In this caseâas in the immeasurably larger one of the Roman EmpireâGibbon faced problems that still confront us now. How should Ligorio be understood? How can we set him into context? How should we assess his practices and conclusions? How far can we trust anything he wrote or drew? Scholars in many fields have addressed these questions in recent years. The studies that follow make the rich Ligorian scholarship created in the last generation, often in Italian and German, accessible for the first time. They trace Ligorioâs life and explicate his work with learning, precision and clarity. They recreate the many worlds Ligorio moved throughâfrom that of his little-studied Neapolitan youth to that of Roman antiquarianism and architecture in the high summer of the Roman Counter-Reformation. A number of them show himâas Gibbon saw himâreproducing monuments with that painstaking care for apparently insignificant details and amassing textual evidence with the combination of broad, original erudition and silent consultation of secondary sources characteristic of major antiquarians in the 16th century. Others evoke his powers of invention. A number of them sharpen our eye for his hand as a draftsman. All of them set Ligorio into the magnificently varied crowd of scholars and artists, antiquities dealers and architects who were his helpers, his advisers and his critics, and help to define the immense corpus of buildings, monuments and objects that he saw and texts that he read. Disagreements and difficulties of many kinds remain. These essays make clear just how difficult it is to work out exactly what Ligorio meant when he claimed that a monument or an antiquity was authentic and that he had reproduced it accurately. But they also reveal that Gibbon was right: Ligorio was a man of real learning and scholarly instinctsâeven if he was also, at times, less scrupulous than one might wish both in recording and in selling antiquities.
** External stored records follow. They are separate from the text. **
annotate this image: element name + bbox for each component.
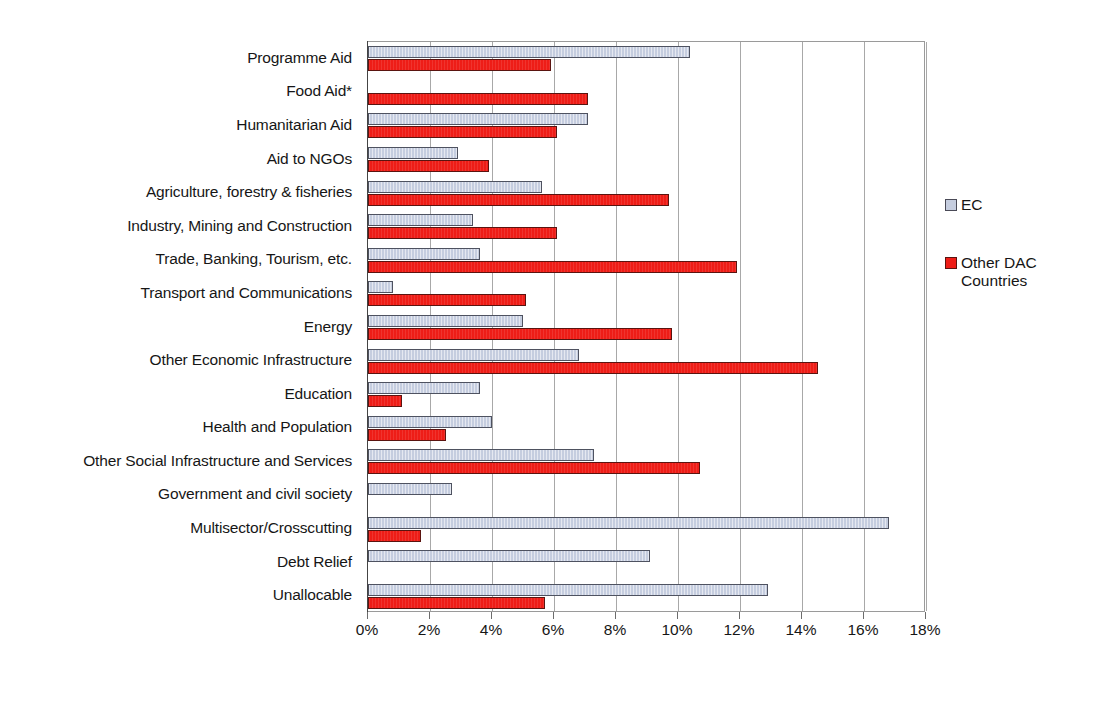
y-axis-label: Food Aid* [286,83,352,99]
x-axis-tick [863,612,864,619]
bar-ec [368,449,594,461]
y-axis-label: Aid to NGOs [267,151,352,167]
bar-ec [368,181,542,193]
y-axis-label: Education [284,386,352,402]
legend-label-other-dac-countries: Other DAC Countries [961,254,1037,290]
bar-group [368,109,924,143]
bar-ec [368,113,588,125]
y-axis-label: Programme Aid [247,50,352,66]
x-axis-tick [615,612,616,619]
bar-group [368,210,924,244]
bar-other-dac-countries [368,362,818,374]
x-axis-tick [429,612,430,619]
bar-group [368,344,924,378]
x-axis-tick [491,612,492,619]
bar-group [368,244,924,278]
bar-ec [368,315,523,327]
bar-group [368,546,924,580]
y-axis-label: Other Economic Infrastructure [150,352,352,368]
bar-group [368,479,924,513]
x-axis-tick [367,612,368,619]
bar-other-dac-countries [368,126,557,138]
x-axis-tick-label: 0% [356,622,378,638]
bar-other-dac-countries [368,59,551,71]
y-axis-label: Agriculture, forestry & fisheries [146,184,352,200]
bar-other-dac-countries [368,194,669,206]
bar-other-dac-countries [368,429,446,441]
bar-group [368,143,924,177]
plot-area [367,41,925,612]
bar-group [368,176,924,210]
bar-group [368,311,924,345]
bar-ec [368,349,579,361]
x-axis-tick [677,612,678,619]
legend-label-ec: EC [961,196,983,214]
bar-ec [368,584,768,596]
bar-other-dac-countries [368,93,588,105]
bar-other-dac-countries [368,160,489,172]
legend-item-ec: EC [945,196,983,214]
y-axis-label: Government and civil society [158,486,352,502]
x-axis-tick-label: 16% [847,622,878,638]
y-axis-label: Trade, Banking, Tourism, etc. [156,251,352,267]
bar-ec [368,382,480,394]
bar-ec [368,46,690,58]
bar-ec [368,416,492,428]
bar-ec [368,147,458,159]
y-axis-label: Humanitarian Aid [236,117,352,133]
x-axis-tick-label: 10% [661,622,692,638]
bar-other-dac-countries [368,261,737,273]
x-axis-tick-label: 6% [542,622,564,638]
bar-other-dac-countries [368,395,402,407]
bar-other-dac-countries [368,227,557,239]
x-axis-tick-label: 4% [480,622,502,638]
bar-group [368,277,924,311]
bar-group [368,76,924,110]
y-axis-label: Other Social Infrastructure and Services [83,453,352,469]
bar-other-dac-countries [368,462,700,474]
bar-other-dac-countries [368,597,545,609]
y-axis-label: Unallocable [273,587,352,603]
bar-chart: Programme AidFood Aid*Humanitarian AidAi… [0,0,1110,701]
x-axis-tick-label: 8% [604,622,626,638]
x-axis-tick [553,612,554,619]
x-axis-ticks [367,612,925,620]
y-axis-label: Debt Relief [277,554,352,570]
x-axis-tick-label: 2% [418,622,440,638]
bar-ec [368,214,473,226]
bar-other-dac-countries [368,328,672,340]
bar-ec [368,517,889,529]
dac-swatch-icon [945,257,957,269]
y-axis-label: Transport and Communications [141,285,352,301]
y-axis-label: Health and Population [203,419,352,435]
bar-group [368,445,924,479]
x-axis-tick-label: 14% [785,622,816,638]
bar-ec [368,483,452,495]
bar-other-dac-countries [368,530,421,542]
x-axis-tick [801,612,802,619]
bar-group [368,378,924,412]
x-axis-tick [739,612,740,619]
y-axis-category-labels: Programme AidFood Aid*Humanitarian AidAi… [0,41,360,612]
bar-group [368,411,924,445]
bar-other-dac-countries [368,294,526,306]
x-axis-tick-label: 12% [723,622,754,638]
bar-ec [368,248,480,260]
bar-ec [368,550,650,562]
y-axis-label: Energy [304,319,352,335]
y-axis-label: Multisector/Crosscutting [190,520,352,536]
legend-item-other-dac-countries: Other DAC Countries [945,254,1037,290]
x-axis-tick-label: 18% [909,622,940,638]
ec-swatch-icon [945,199,957,211]
bar-group [368,579,924,613]
bar-group [368,512,924,546]
bar-group [368,42,924,76]
bar-ec [368,281,393,293]
y-axis-label: Industry, Mining and Construction [127,218,352,234]
gridline [926,42,927,611]
x-axis-tick [925,612,926,619]
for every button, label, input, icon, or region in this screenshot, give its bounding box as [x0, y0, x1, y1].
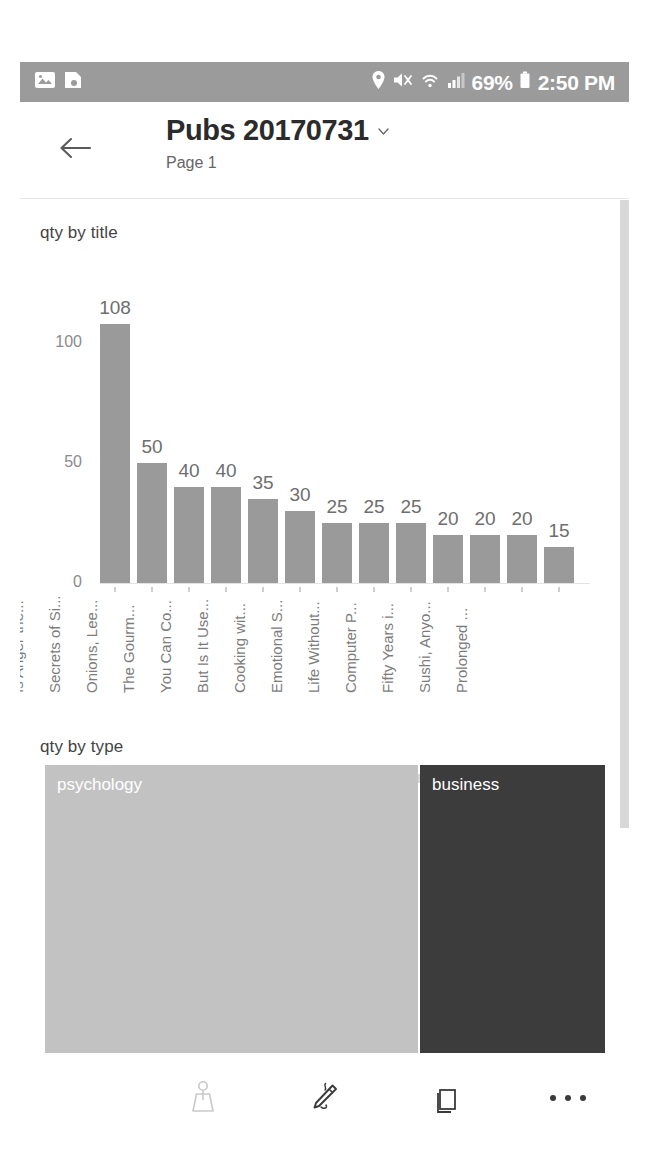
- app-header: Pubs 20170731 Page 1: [20, 102, 629, 198]
- bar[interactable]: [396, 523, 426, 583]
- filter-icon: [184, 1078, 222, 1118]
- bar-value-label: 108: [92, 297, 138, 319]
- wifi-icon: [420, 70, 440, 94]
- bar[interactable]: [137, 463, 167, 583]
- location-pin-icon: [371, 70, 386, 94]
- treemap-cell-label: psychology: [57, 775, 142, 795]
- phone-screen: 69% 2:50 PM Pubs 20170731: [20, 62, 629, 1132]
- report-canvas[interactable]: qty by title 050100 108Is Anger the...50…: [20, 198, 629, 1065]
- bar-column[interactable]: 15Prolonged ...: [544, 249, 574, 699]
- page-title: Pubs 20170731: [166, 114, 369, 147]
- report-title-row[interactable]: Pubs 20170731: [166, 114, 390, 147]
- pages-button[interactable]: [385, 1064, 507, 1132]
- back-arrow-icon: [58, 135, 92, 161]
- chevron-down-icon[interactable]: [377, 124, 390, 137]
- bar[interactable]: [507, 535, 537, 583]
- report-vertical-scrollbar[interactable]: [620, 198, 629, 1064]
- toolbar-spacer: [20, 1064, 142, 1132]
- y-axis-tick-label: 100: [38, 333, 82, 351]
- y-axis-tick-label: 50: [38, 453, 82, 471]
- back-button[interactable]: [53, 126, 97, 170]
- filter-button[interactable]: [142, 1064, 264, 1132]
- battery-percent-label: 69%: [472, 72, 513, 93]
- page-indicator-label: Page 1: [166, 153, 390, 172]
- screenshot-icon: [63, 70, 83, 94]
- bar[interactable]: [285, 511, 315, 583]
- bar[interactable]: [174, 487, 204, 583]
- status-bar: 69% 2:50 PM: [20, 62, 629, 102]
- bar-chart-visual[interactable]: 050100 108Is Anger the...50Secrets of Si…: [20, 249, 605, 699]
- battery-icon: [519, 70, 531, 94]
- bar[interactable]: [359, 523, 389, 583]
- x-axis-category-label: Prolonged ...: [447, 581, 559, 693]
- bar[interactable]: [470, 535, 500, 583]
- treemap-cell[interactable]: business: [420, 765, 605, 1053]
- status-bar-left-icons: [20, 70, 83, 94]
- bar-chart-plot-area[interactable]: 108Is Anger the...50Secrets of Si...40On…: [100, 249, 590, 699]
- volume-mute-icon: [392, 70, 414, 94]
- bar-value-label: 50: [129, 436, 175, 458]
- status-bar-clock: 2:50 PM: [538, 72, 615, 93]
- bar[interactable]: [322, 523, 352, 583]
- bar-chart-axis-line: [100, 583, 590, 584]
- bar-value-label: 15: [536, 520, 582, 542]
- bar-chart-title: qty by title: [40, 223, 118, 243]
- vertical-scroll-thumb[interactable]: [620, 200, 629, 828]
- pages-icon: [427, 1078, 465, 1118]
- status-bar-right-icons: 69% 2:50 PM: [371, 70, 629, 94]
- more-icon: [550, 1095, 586, 1101]
- cellular-signal-icon: [446, 70, 466, 94]
- bar[interactable]: [433, 535, 463, 583]
- treemap-cell-label: business: [432, 775, 499, 795]
- title-block: Pubs 20170731 Page 1: [166, 114, 390, 173]
- bar[interactable]: [544, 547, 574, 583]
- treemap-cell[interactable]: psychology: [45, 765, 418, 1053]
- annotate-pencil-icon: [305, 1078, 343, 1118]
- annotate-button[interactable]: [264, 1064, 386, 1132]
- more-button[interactable]: [507, 1064, 629, 1132]
- treemap-visual[interactable]: psychologybusiness: [45, 765, 605, 1053]
- image-icon: [34, 70, 56, 94]
- bar[interactable]: [248, 499, 278, 583]
- bottom-toolbar: [20, 1064, 629, 1132]
- bar[interactable]: [100, 324, 130, 583]
- treemap-title: qty by type: [40, 737, 123, 757]
- bar[interactable]: [211, 487, 241, 583]
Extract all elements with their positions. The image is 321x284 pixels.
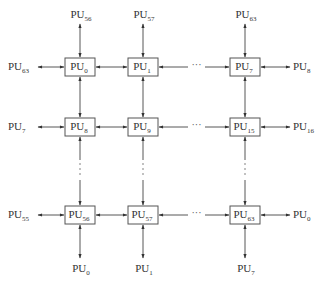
pu-node-15: PU15 [230,118,260,136]
right-label-pu-16: PU16 [293,120,315,135]
vertical-ellipsis-dot [79,168,80,169]
pu-node-8: PU8 [65,118,95,136]
right-label-pu-0: PU0 [293,208,311,223]
top-label-pu-63: PU63 [235,8,257,23]
horizontal-ellipsis-1: ··· [192,119,202,130]
pu-node-56: PU56 [65,206,95,224]
top-label-pu-56: PU56 [70,8,92,23]
vertical-ellipsis-dot [142,173,143,174]
vertical-ellipsis-dot [79,163,80,164]
bottom-label-pu-1: PU1 [135,262,153,277]
vertical-ellipsis-dot [244,163,245,164]
bottom-label-pu-7: PU7 [237,262,255,277]
pu-nodes: PU0PU1PU7PU8PU9PU15PU56PU57PU63 [65,58,260,224]
top-label-pu-57: PU57 [133,8,155,23]
pu-mesh-diagram: ········· PU0PU1PU7PU8PU9PU15PU56PU57PU6… [0,0,321,284]
pu-node-57: PU57 [128,206,158,224]
horizontal-ellipsis-2: ··· [192,207,202,218]
bottom-label-pu-0: PU0 [72,262,90,277]
pu-node-7: PU7 [230,58,260,76]
pu-node-0: PU0 [65,58,95,76]
vertical-ellipsis-dot [79,173,80,174]
left-label-pu-63: PU63 [8,60,30,75]
vertical-ellipsis-dot [142,163,143,164]
external-labels: PU56PU57PU63PU0PU1PU7PU63PU7PU55PU8PU16P… [8,8,315,277]
pu-node-1: PU1 [128,58,158,76]
right-label-pu-8: PU8 [293,60,311,75]
vertical-ellipsis-dot [244,173,245,174]
left-label-pu-55: PU55 [8,208,30,223]
vertical-ellipsis-dot [244,168,245,169]
horizontal-ellipsis-0: ··· [192,59,202,70]
left-label-pu-7: PU7 [8,120,26,135]
pu-node-63: PU63 [230,206,260,224]
pu-node-9: PU9 [128,118,158,136]
vertical-ellipsis-dot [142,168,143,169]
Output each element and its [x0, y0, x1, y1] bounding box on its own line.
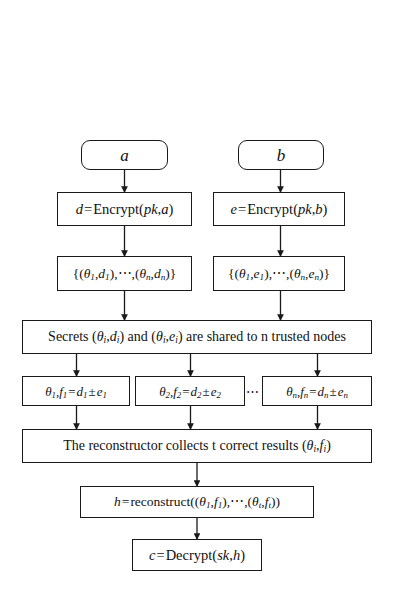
node-encrypt-b: e=Encrypt(pk,b): [213, 192, 345, 226]
node-secrets-shared-label: Secrets (θi,di) and (θi,ei) are shared t…: [48, 330, 346, 344]
node-reconstructor: The reconstructor collects t correct res…: [22, 429, 372, 463]
node-trusted-n: θn,fn=dn±en: [262, 376, 372, 406]
node-trusted-1-label: θ1,f1=d1±e1: [45, 385, 107, 398]
node-trusted-n-label: θn,fn=dn±en: [286, 385, 348, 398]
node-encrypt-b-label: e=Encrypt(pk,b): [231, 202, 328, 217]
node-encrypt-a-label: d=Encrypt(pk,a): [76, 202, 174, 217]
node-shares-e: {(θ1,e1),⋯,(θn,en)}: [213, 256, 345, 291]
node-input-b: b: [238, 140, 324, 170]
node-secrets-shared: Secrets (θi,di) and (θi,ei) are shared t…: [22, 320, 372, 354]
ellipsis-between-trusted-nodes: ⋯: [246, 385, 260, 398]
node-reconstructor-label: The reconstructor collects t correct res…: [63, 439, 331, 453]
node-shares-e-label: {(θ1,e1),⋯,(θn,en)}: [228, 267, 330, 281]
node-input-a: a: [81, 140, 168, 170]
node-shares-d-label: {(θ1,d1),⋯,(θn,dn)}: [73, 267, 177, 281]
node-trusted-1: θ1,f1=d1±e1: [22, 376, 130, 406]
node-trusted-2: θ2,f2=d2±e2: [135, 376, 245, 406]
node-shares-d: {(θ1,d1),⋯,(θn,dn)}: [57, 256, 192, 291]
node-decrypt: c=Decrypt(sk,h): [132, 539, 262, 571]
node-input-b-label: b: [277, 147, 286, 164]
node-decrypt-label: c=Decrypt(sk,h): [149, 548, 245, 563]
node-encrypt-a: d=Encrypt(pk,a): [57, 192, 192, 226]
node-trusted-2-label: θ2,f2=d2±e2: [159, 385, 221, 398]
flowchart-diagram: a b d=Encrypt(pk,a) e=Encrypt(pk,b) {(θ1…: [0, 0, 394, 605]
node-reconstruct-label: h=reconstruct((θ1,f1),⋯,(θt,ft)): [114, 495, 280, 509]
node-input-a-label: a: [120, 147, 129, 164]
node-reconstruct: h=reconstruct((θ1,f1),⋯,(θt,ft)): [80, 486, 314, 518]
Georges Bonnard, ed., Gibbonâs Journey from Geneva to Rome: His Journal from 24 April to 2 October 1764 (London: 1961), pp. 11â44.
Bonnard, ed., Gibbonâs Journey, pp. 28â30.
Arnaldo Momigliano, âGibbonâs Contribution to Historical Method,â Historia 2, 4 (1954), 450â63; Joseph Levine, Humanism and History: Origins of Modern English Historiography (Ithaca, NY: Cornell University Press, 1987).